Universal, well aware how much money Anchor Bay had made, wanted a piece of that REPO DVD action. But now they faced a problem. Other than the audio recording we had made there were no additional elements. All but eight of the production stills we had delivered had been lost. A solution came in the form of Rick Finkelstein, formerly Nesmith’s attorney and, suddenly, CEO of Universal Pictures. I contacted Finkelstein and suggested Universal bring out a decent DVD of REPO MAN, rather than a vanilla one. Thanks to Rick’s intervention, Universal gave me a budget to create elements for the DVD: I shared the dosh with the film’s producers, Jonathan Wacks and Peter McCarthy, and we created three new elements — Peter’s interview with Harry Dean Stanton, Jonathan’s round-table chat, and the “missing scenes” interviews with Sam Cohen and Zander Schloss.

Rolling Stone magazine decreed the result their DVD of the year. At which point Universal should have swallowed their pride, contacted Nesmith, Wacks, McCarthy and me and offered us $20 million to make a sequel. Unfortunately they didn’t: instead they re-branded one of their unreleasable flops as “REPO MEN” and sent a letter threatening to sue me if I ever made a movie with the word REPO in the title.

Charming, aren’t they? I talk a bit about Universal’s weird threats and the studio’s attempts to own the word REPO on the Masters of Cinema BluRay: for some reason, this element doesn’t make it onto the Criterion Blu-Ray disk which is, otherwise, entirely complete. The DVD Beaver site goes into extraordinary detail comparing the visual aspect of the two Blu-Rays. Both look damn good to me. In any case, which one you watch has already been decided for you, depending on where you live, thanks to the MPAA’s regional censorship and profit regime.

Thanks very much to Criterion for this lovely new release. And under no circumstances should you watch the outrageously-offensive, almost certainly untrue hidden additional element created by a pair of Colorado cowboys named Hafnor and Powers. I have no idea who these varmints are, but they’d better watch out, telling such subversive stories about the real origins of REPO MAN. As Hanging Judge Jeffreys said, the fact that the libel may be true, just makes it worse!

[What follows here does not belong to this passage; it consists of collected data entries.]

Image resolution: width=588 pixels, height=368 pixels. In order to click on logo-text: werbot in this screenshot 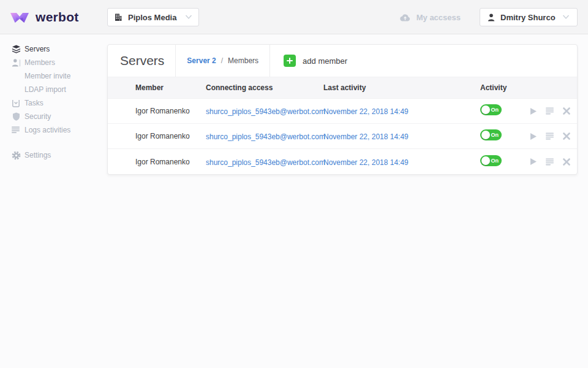, I will do `click(58, 17)`.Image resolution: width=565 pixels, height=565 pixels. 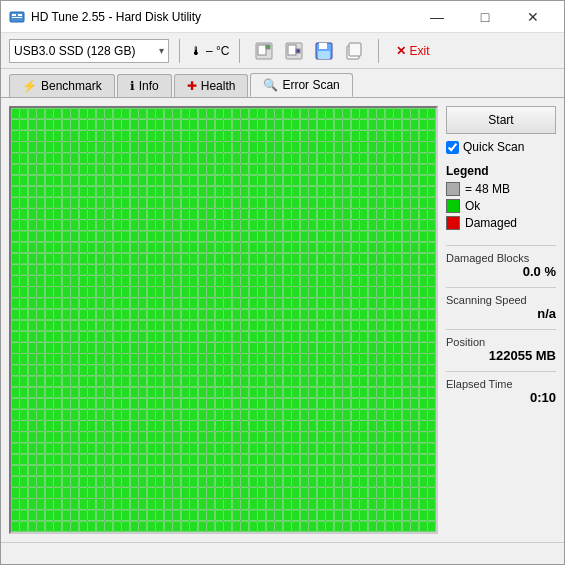 I want to click on tab-benchmark-label: Benchmark, so click(x=72, y=86).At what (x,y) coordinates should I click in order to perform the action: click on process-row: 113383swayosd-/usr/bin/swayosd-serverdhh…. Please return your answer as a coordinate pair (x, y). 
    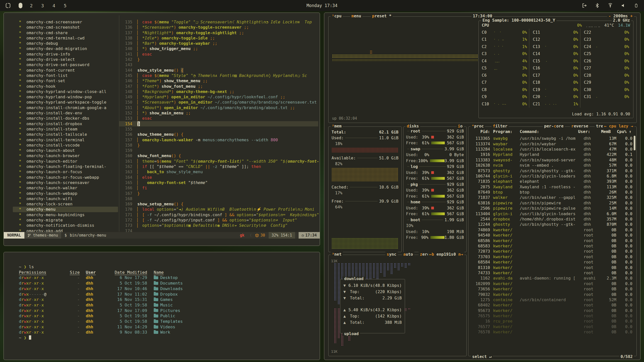
    Looking at the image, I should click on (551, 160).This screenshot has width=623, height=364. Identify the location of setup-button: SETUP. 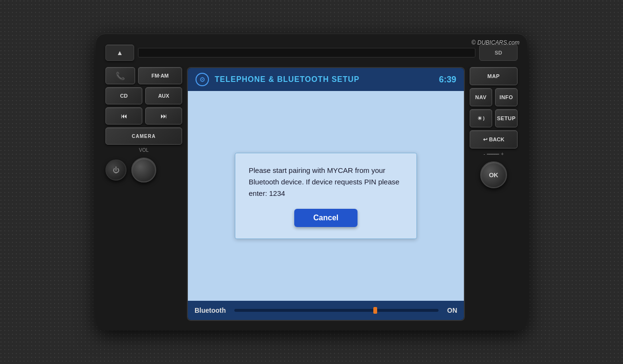
(506, 118).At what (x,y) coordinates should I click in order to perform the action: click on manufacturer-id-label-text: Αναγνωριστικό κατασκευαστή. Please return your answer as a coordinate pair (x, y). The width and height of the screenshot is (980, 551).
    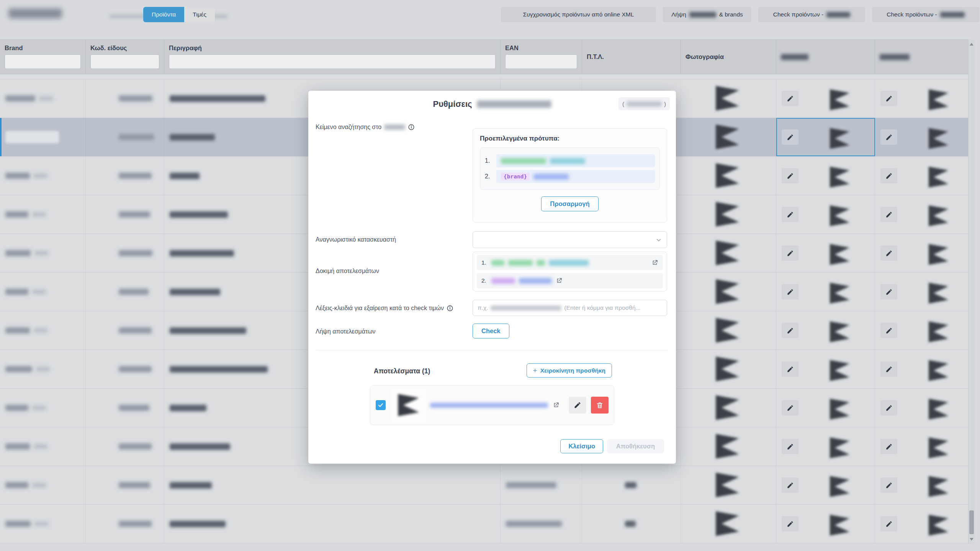
    Looking at the image, I should click on (356, 240).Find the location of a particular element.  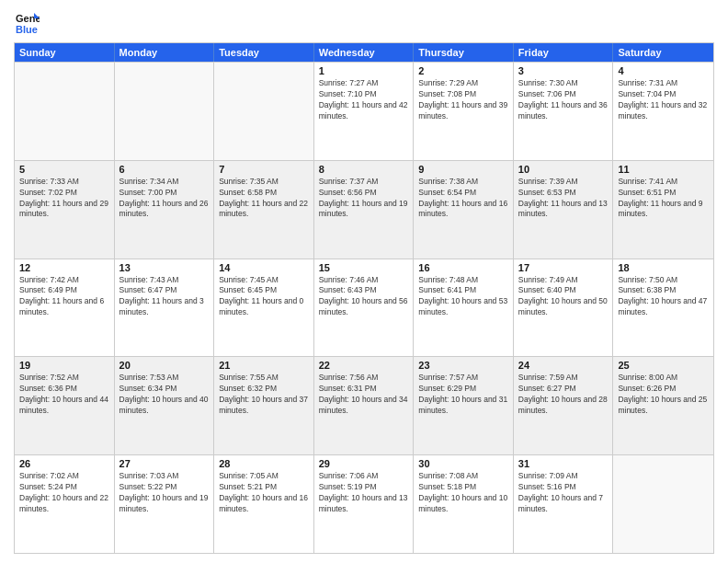

cell-info: Sunrise: 7:56 AM Sunset: 6:31 PM Dayligh… is located at coordinates (364, 395).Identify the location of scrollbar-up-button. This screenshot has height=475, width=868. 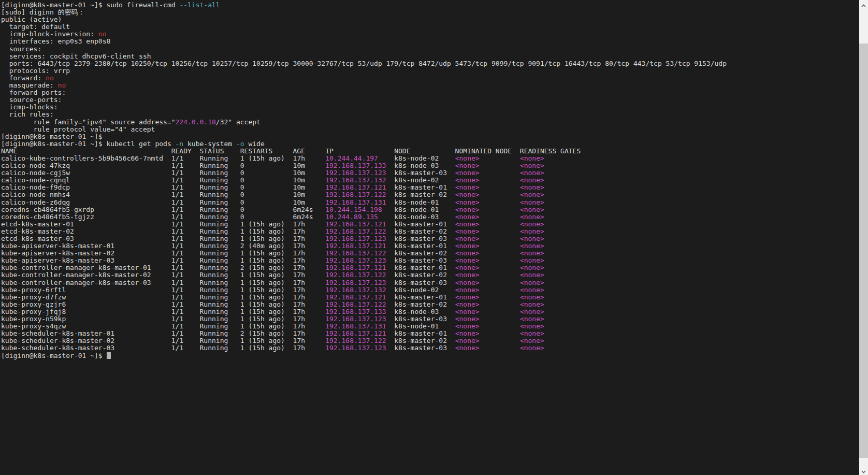
(864, 4).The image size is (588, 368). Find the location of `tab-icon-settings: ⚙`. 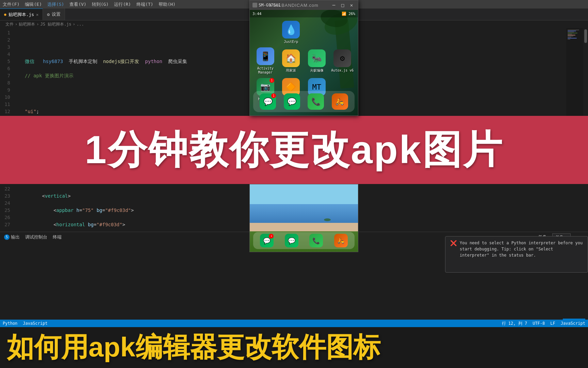

tab-icon-settings: ⚙ is located at coordinates (48, 14).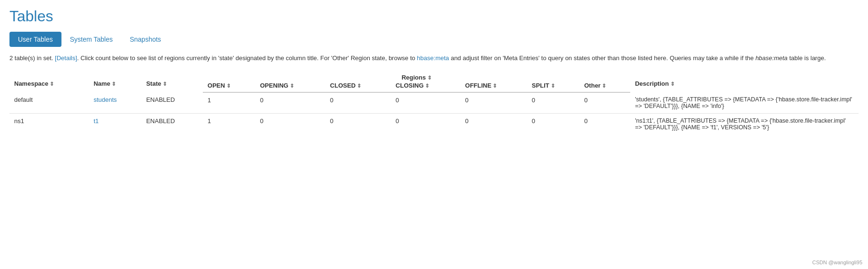 The image size is (868, 269). I want to click on cell-closing-0: 0, so click(425, 103).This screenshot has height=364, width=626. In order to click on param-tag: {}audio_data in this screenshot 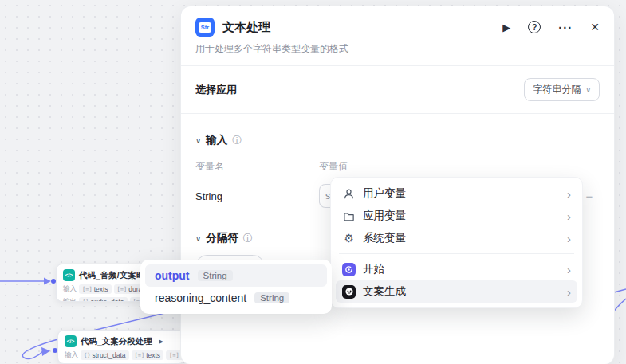, I will do `click(104, 299)`.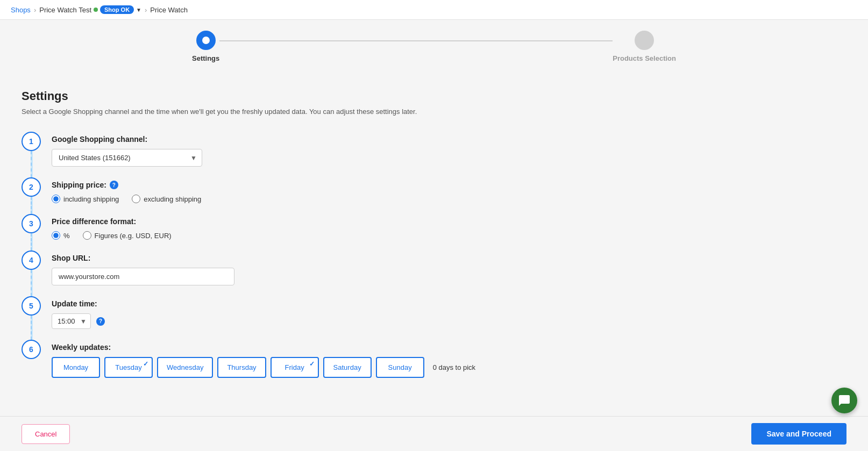 This screenshot has width=868, height=451. I want to click on day-thursday: Thursday, so click(241, 368).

By the way, the rights to the original screenplay of REPO MAN revert to me in just a few years’ time. If anyone wants to remake the original script, or do a sequel to it, get in touch with me in early 2015…

UPDATE

The Blu-Ray got a very nice writeup from the LA Times but when I tried to post a comment I was unable to (it seems you have to sign up for a subscription first, which is a bit extreme. Or maybe my browser’s broken…) so here is the comment I wanted to post:

Thanks for that very nice analysis of my film REPO MAN. I do have to correct one misapprehension, though. REPO MAN is not a critique of Reagan policies, because these policies, sad to say, were systematic, whatever party was in power. It’s true that we saw a massive increase in the homeless on our city streets when Reagan came to office (I’d seen the same thing happen in England when Thatcher’s government took power). But it’s wrong to ascribe agency to either politician.
It was generally assumed that George H.W. Bush ran the show during the Reagan years. Bush was a highly intelligent man, fluent in Mandarin, and the former head of the CIA. Reagan was… an actor.
In terms of international politics, the Central American holocaust and the disastrous blowback of Islamic terrorism in Afghanistan were the invention of Jimmy Carter, as CIA chief Gates observes in his memoir, From The Shadows.
So REPO MAN isn’t a critique of any individual, no matter how detestable. Its analysis is systematic: it’s a little clearer in WALKER, which perhaps explains why the studio expended more efforts to suppress that film.